Jul 27, 2018

My First Magazine Love: Ramparts

[This interview originally appeared as part of the Society of Publication Designers “First Love,”  series, “where creatives tell SPD the first magazine they fell in love with.”]

Robert Newman: Ramparts was the first magazine I ever bought that wasn’t MadCreepy, or a comic book. Almost 50 years later, I still have that issue and I still draw on it for inspiration. Ramparts was like no magazine I had ever seen. Underground and political newspapers and publications from that time were filled with passionate, riotous design, multiple typefaces, scratchy artwork, and muddy photographs. This issue of Ramparts was simple, cool, and understated, using just one typeface and a generous amount of white space. The design seemed at odds with the magazine’ edgy political editorial content. To a 16-year-old infatuated with the New Left and the student revolution, this was a heady and intoxicating mix. I fell in love with the magazine and especially with art director Dugald Stermer’s strong, simple design and powerful graphics. It was the first real magazine that spoke to me and the first one that made me notice its design.

SPD: What year?
RN: 1969

SPD: What were you up to?
RN: I was in high school, in the suburbs outside of Buffalo. In my head I was wrestling with the big issues of the day—the Vietnam War, black power. And trying to reconcile the liberal beliefs I had inherited from my parents with the radical movements that were shaking things up. In a few months I was organizing anti-war protests and marches at school with my friends.

SPD: What magazine?
RN: Ramparts. The first issue I bought featured a young kid on the cover holding a Vietcong flag and a headline that said “Alienation is when your country is at war and you want the other side to win.” I later found out that the boy on the cover was the son of the magazine’s art director, Dugald Stermer. The magazine blew my mind (as we said back then). But it was really hard to find anywhere in my town; nobody would carry it because it was such a radical magazine. So I went downtown to one of the cutout bookstores, a place where newsstands dumped their magazines after they went off sale. The news agents would rip off the front cover logo/masthead and return it to the distributors for credit, then they’d sell the magazines for pennies to the cutout store, who would sell back issues for 10 cents or a quarter. I bought all the old copies of Ramparts that they had, most of them luckily still with the cover logos. And I started my subscription a couple months later. [You can see one of those cutout issues here, featuring the Diary of Che Guevara and a cover illustration by Milton Glaser.]

SPD: What was it that so enthralled you?
RN: The Black Panthers, the Young Lords, the Chicago 8, Che, women’s liberation… I didn’t understand all of Ramparts, including the design, but I spent hours and hours reading it and trying to deconstruct what they were trying to say. The design was probably the most disconcerting part of the magazine for me. All the examples of underground and radical newspapers and magazines that I had seen at the time were raw and funky, with edgy (or untrained) design and imagery that matched the passionate content. Radical publications were supposed to look like The Black Panther newspaper or the East Village OtherRamparts was the opposite—totally understated and sedate. Stermer used only one typeface—Times Roman—throughout the entire magazine. The cover headlines were quiet; sometimes they appeared in small type above the logo. And there was a generous use of white space on the feature openers. The result was a simple, powerful design where the text and images felt heavy by comparison.

SPD: Do you know now who the creatives were?
RN: Dugald Stermer was the art director until mid-1970. His deputy/production manager was John Williams, who became consulting AD after Stermer left, and produced some striking covers. Williams went on to be the first art director of Rolling Stone, and did a lot to establish the basic DNA of that magazine. Rolling Stone’s studied (and limited) range of typography posited against bold photos and illustrations is straight out of the Ramparts design playbook. Williams’ assistant AD was Louise Kollenbaum, who went on to be the founding art director of Mother Jones. Of course it was only years later that I discovered Stermer’s earlier Ramparts work, from 1966-68. His covers rivaled George Lois at Esquire for creativity and provocation, although his were done with a fraction of the budget. Great illustrators graced the pages of Ramparts: Milton Glaser, Ed Sorel, Paul Davis, even Norman Rockwell. And Stermer did illustrations himself, including a cool cover portrait of Huey Newton.

SPD: How does that inform your creative now?
RN: I’d like to say that everything I do has felt Ramparts’ influence, but realistically you go where the magazine and circumstances (and the editors) take you. However, left to my own devices I do go back to that simple design palette of type, color, and design that Stermer developed at Ramparts. And the idea that a magazine’s design is so essential to its overall voice and identity (or what we call “the brand” today). More importantly, I think Ramparts inspired me to realize that working with magazines gives you the chance to reach an audience with a message, to do something groundbreaking and provocative and maybe even change the world for the better. And times being what they are right now I think the magazine world could use more examples like Ramparts. We need all the inspiration we can get!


▸ TASK INSTRUCTIONS
If a line in the listing below has the string "SIDE", copy it out.

▸ DATA PROVIDED

________________________________________

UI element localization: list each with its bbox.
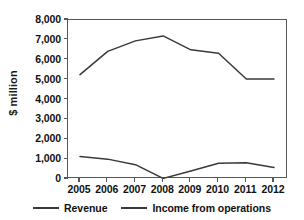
chart-legend: RevenueIncome from operations [0, 199, 304, 217]
y-axis-tick-label: 0 [55, 172, 61, 184]
x-axis-tick-mark [272, 178, 273, 182]
y-axis-tick-label: 2,000 [35, 132, 61, 144]
x-axis-tick-mark [162, 178, 163, 182]
legend-line-icon [33, 207, 59, 209]
legend-label: Income from operations [152, 202, 271, 214]
y-axis-title-text: $ million [7, 70, 19, 116]
plot-area [67, 19, 287, 178]
legend-item: Revenue [33, 202, 107, 214]
x-axis-tick-label: 2007 [123, 183, 146, 195]
x-axis-tick-label: 2005 [68, 183, 91, 195]
x-axis-tick-label: 2011 [234, 183, 256, 195]
y-axis-tick-label: 3,000 [35, 112, 61, 124]
x-axis-tick-mark [189, 178, 190, 182]
legend-label: Revenue [64, 202, 107, 214]
x-axis-tick-label: 2012 [262, 183, 285, 195]
series-lines [68, 20, 288, 179]
series-line [80, 36, 274, 79]
x-axis-tick-mark [106, 178, 107, 182]
line-chart-figure: $ million 01,0002,0003,0004,0005,0006,00… [0, 0, 304, 220]
y-axis-tick-label: 6,000 [35, 53, 61, 65]
y-axis-tick-label: 4,000 [35, 93, 61, 105]
x-axis-tick-label: 2006 [95, 183, 118, 195]
x-axis-tick-mark [134, 178, 135, 182]
x-axis-tick-label: 2010 [206, 183, 229, 195]
x-axis-tick-mark [245, 178, 246, 182]
x-axis-tick-label: 2009 [178, 183, 201, 195]
y-axis-tick-label: 8,000 [35, 13, 61, 25]
y-axis-tick-label: 7,000 [35, 33, 61, 45]
y-axis-tick-label: 5,000 [35, 73, 61, 85]
legend-line-icon [121, 207, 147, 209]
x-axis-tick-label: 2008 [151, 183, 174, 195]
x-axis-tick-mark [217, 178, 218, 182]
legend-item: Income from operations [121, 202, 271, 214]
x-axis-tick-mark [78, 178, 79, 182]
x-axis-tick-labels: 20052006200720082009201020112012 [67, 183, 287, 199]
y-axis-tick-labels: 01,0002,0003,0004,0005,0006,0007,0008,00… [20, 0, 64, 186]
series-line [80, 157, 274, 179]
y-axis-tick-label: 1,000 [35, 152, 61, 164]
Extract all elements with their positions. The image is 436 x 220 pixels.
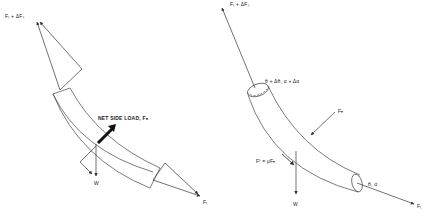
bottom-tension-label: Fₜ xyxy=(203,199,207,205)
net-side-load-label: NET SIDE LOAD, Fₙ xyxy=(98,115,148,121)
bottom-tension-vector xyxy=(153,163,200,196)
friction-label: Fᶠ = μFₙ xyxy=(256,158,275,164)
weight-label: W xyxy=(293,201,298,207)
curved-tube xyxy=(246,81,365,193)
normal-force-label: Fₙ xyxy=(338,108,343,114)
top-tension-label: Fₜ + ΔFₜ xyxy=(230,1,249,7)
friction-vector xyxy=(282,154,294,165)
top-tension-vector xyxy=(37,22,82,90)
weight-label: W xyxy=(94,180,99,186)
bottom-tension-vector xyxy=(357,183,414,204)
top-angle-label: θ + Δθ, α + Δα xyxy=(265,78,299,84)
right-force-diagram: Fₜ + ΔFₜ θ + Δθ, α + Δα Fₙ Fᶠ = μFₙ W θ,… xyxy=(218,0,436,220)
pipe-segment xyxy=(53,88,160,188)
bottom-angle-label: θ, α xyxy=(368,181,377,187)
bottom-tension-label: Fₜ xyxy=(417,203,421,209)
right-diagram-graphic xyxy=(218,0,436,220)
left-force-diagram: Fₜ + ΔFₜ NET SIDE LOAD, Fₙ W Fₜ xyxy=(0,0,218,220)
normal-force-vector xyxy=(311,112,335,135)
top-tension-vector xyxy=(222,8,255,88)
top-tension-label: Fₜ + ΔFₜ xyxy=(5,13,24,19)
weight-vector xyxy=(80,144,96,176)
left-diagram-graphic xyxy=(0,0,218,220)
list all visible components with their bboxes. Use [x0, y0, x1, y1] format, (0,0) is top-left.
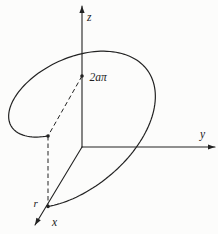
- figure-container: z y x 2aπ r: [0, 0, 218, 234]
- z-point-dot: [80, 74, 84, 78]
- y-axis-label: y: [199, 128, 206, 141]
- z-axis-label: z: [86, 11, 92, 23]
- helix-diagram: z y x 2aπ r: [0, 0, 218, 234]
- pitch-height-label: 2aπ: [90, 71, 109, 83]
- helix-end-dot: [46, 134, 50, 138]
- x-axis-label: x: [51, 216, 58, 228]
- radius-label: r: [34, 197, 39, 209]
- helix-start-dot: [46, 205, 50, 209]
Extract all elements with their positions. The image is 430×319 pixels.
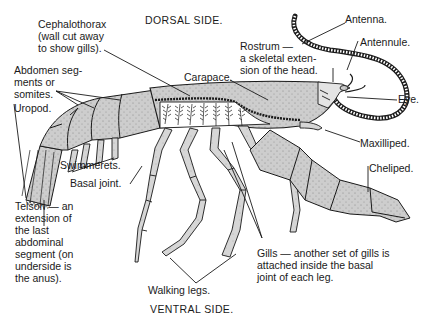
eye-label: Eye. (398, 93, 419, 105)
gills-label: Gills — another set of gills is attached… (257, 247, 389, 283)
cheliped-label: Cheliped. (369, 162, 413, 174)
rostrum-label: Rostrum — a skeletal exten- sion of the … (240, 40, 318, 76)
ventral-side-label: VENTRAL SIDE. (150, 303, 234, 315)
carapace-label: Carapace. (184, 71, 232, 83)
telson-label: Telson — an extension of the last abdomi… (15, 200, 73, 284)
crayfish-diagram: DORSAL SIDE. VENTRAL SIDE. Cephalothorax… (0, 0, 430, 319)
maxilliped-label: Maxilliped. (360, 137, 410, 149)
swimmerets-label: Swimmerets. (60, 159, 121, 171)
basal-joint-label: Basal joint. (70, 177, 121, 189)
dorsal-side-label: DORSAL SIDE. (145, 14, 223, 26)
uropod-label: Uropod. (14, 102, 51, 114)
antennule-label: Antennule. (360, 36, 410, 48)
abdomen-label: Abdomen seg- ments or somites. (14, 64, 82, 100)
antenna-label: Antenna. (345, 13, 387, 25)
walking-legs-label: Walking legs. (148, 284, 210, 296)
cephalothorax-label: Cephalothorax (wall cut away to show gil… (38, 18, 106, 54)
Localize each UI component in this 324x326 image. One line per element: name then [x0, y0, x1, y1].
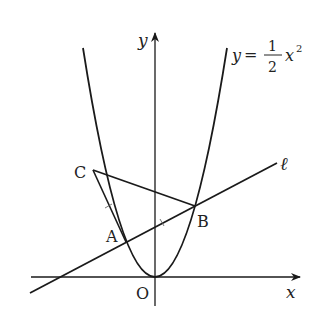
origin-label: O — [136, 284, 149, 303]
segment-CB — [93, 170, 195, 206]
equation-exponent: 2 — [296, 43, 302, 54]
point-label-B: B — [197, 212, 209, 231]
diagram-canvas: y x O C B A ℓ y = 1 2 x 2 — [0, 0, 324, 326]
equation-equals: = — [244, 45, 257, 64]
fraction-numerator: 1 — [268, 38, 277, 54]
x-axis-label: x — [286, 282, 296, 302]
line-l — [30, 163, 277, 293]
line-label-l: ℓ — [280, 153, 288, 174]
point-label-A: A — [105, 227, 118, 246]
equation-var: x — [285, 46, 294, 65]
equation-lhs: y — [231, 46, 242, 65]
curve-equation: y = 1 2 x 2 — [231, 38, 302, 75]
fraction-denominator: 2 — [268, 59, 277, 75]
point-label-C: C — [74, 163, 86, 182]
y-axis-label: y — [137, 30, 148, 50]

________________________________________

▸ REPLY TO THE EXERCISE
net-side-load-label: NET SIDE LOAD, Fₙ xyxy=(98,115,148,121)
left-force-diagram: Fₜ + ΔFₜ NET SIDE LOAD, Fₙ W Fₜ xyxy=(0,0,218,220)
ventral-side-label: VENTRAL SIDE. (150, 303, 234, 315)
crayfish-diagram: DORSAL SIDE. VENTRAL SIDE. Cephalothorax… (0, 0, 430, 319)
dorsal-side-label: DORSAL SIDE. (145, 14, 223, 26)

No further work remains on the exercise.